Genome of Malaria-Causing Parasite Sequenced: Even When On Different Continents,
http://www.sciencedaily.com/releases/2012/09/120906181906.htm
Genome of Malaria-Causing Parasite Sequenced: Even When On Different Continents, Organism Features Same Mutations
This thin film Giemsa stained micrograph reveals a mature Plasmodium vivax trophozoite. (Credit: CDC/ Steven Glenn, Laboratory & Consultation Division)
ScienceDaily (Sep. 6, 2012) Scientists at Case Western Reserve University and the Cleveland Clinic Lerner Research Institute have discovered that the parasite that causes the most common form of malaria share the same genetic variations -- even when the organisms are separated across continents.

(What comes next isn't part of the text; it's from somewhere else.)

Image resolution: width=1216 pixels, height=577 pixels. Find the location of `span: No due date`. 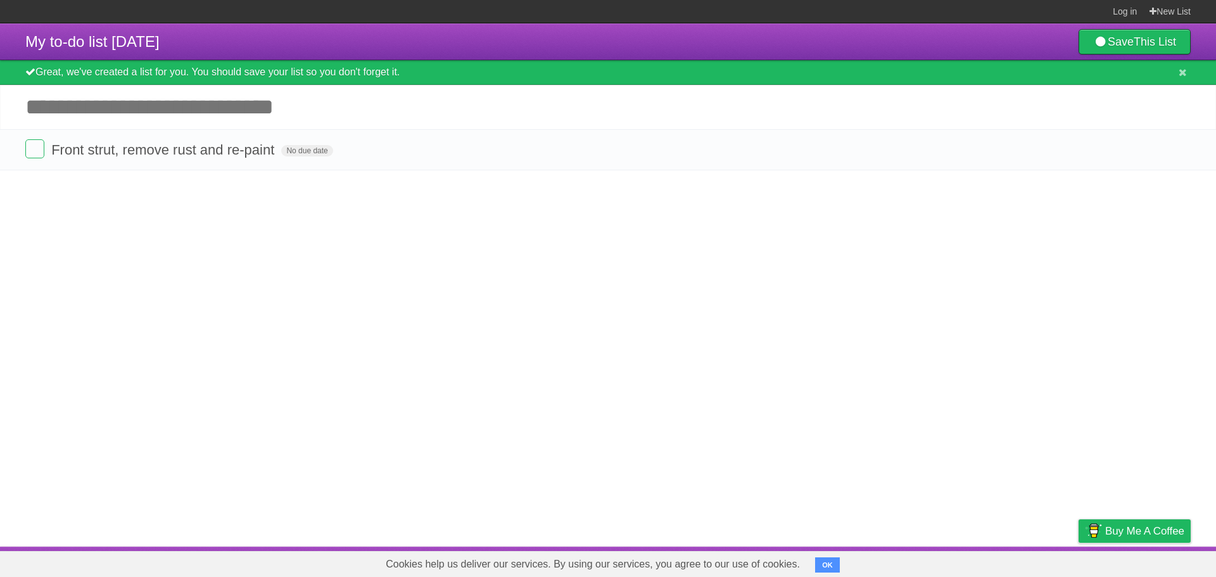

span: No due date is located at coordinates (307, 151).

The discovery raises concerns that mutations to resist existing medications could spread worldwide, making global eradication efforts even more difficult.

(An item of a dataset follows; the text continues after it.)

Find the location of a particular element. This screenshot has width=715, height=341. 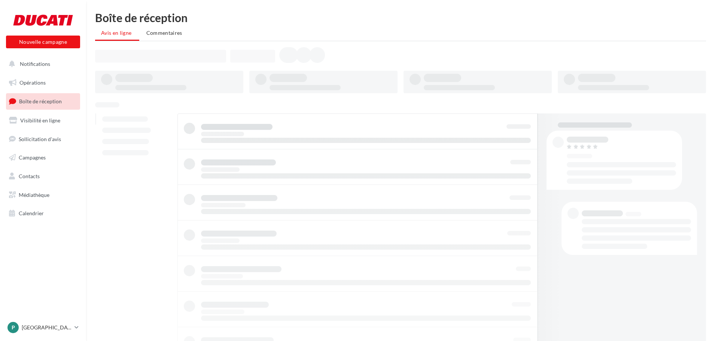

The researchers, including Cleveland-based David Serre and Peter Zimmerman, Didier Menard (Institut Pasteur-Cambodia) and Arsene Ratsimbasoa (Madagascar National Malaria Control Program) are the first to sequence the genome of the parasite Plasmodium vivax, taken from patients at coverage needed to verify genome-wide DNA sequence variation. The genome contains all of the organism's inheritable information.
The ability to sequence is crucial to understanding the hard-to-study parasite, which annually causes up to 250 million cases of malaria and places an economic burden, mostly on the poor, in excess of $1.4 billion by some estimates.